> **EXERCISE MATERIALS**:

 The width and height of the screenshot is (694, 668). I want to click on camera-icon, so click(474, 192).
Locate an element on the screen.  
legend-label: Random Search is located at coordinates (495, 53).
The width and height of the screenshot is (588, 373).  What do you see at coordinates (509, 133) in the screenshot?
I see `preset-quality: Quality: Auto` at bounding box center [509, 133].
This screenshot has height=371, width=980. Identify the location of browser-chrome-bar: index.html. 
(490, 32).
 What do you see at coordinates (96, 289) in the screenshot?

--

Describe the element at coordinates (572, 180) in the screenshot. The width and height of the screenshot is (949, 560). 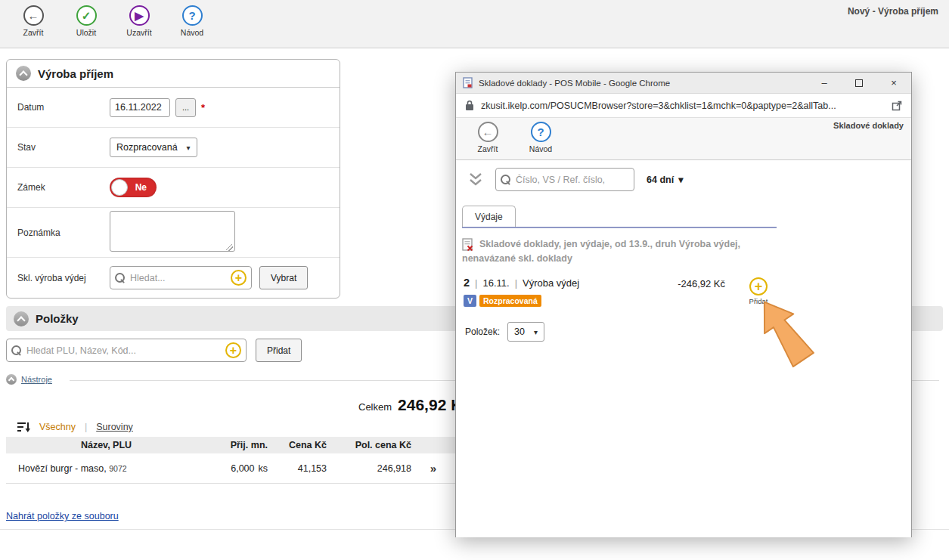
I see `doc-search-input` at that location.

> **WHAT YOU ARE ASKED TO DO**: From the listing above, the lines starting with the one that has "The width and height of the screenshot is (588, 373)." and running through the one that has "What do you see at coordinates (96, 289)" should be copied exactly, ends included.

> **RESPONSE FOR THIS EXERCISE**:
The width and height of the screenshot is (588, 373).  What do you see at coordinates (509, 133) in the screenshot?
I see `preset-quality: Quality: Auto` at bounding box center [509, 133].
This screenshot has height=371, width=980. Identify the location of browser-chrome-bar: index.html. 
(490, 32).
 What do you see at coordinates (96, 289) in the screenshot?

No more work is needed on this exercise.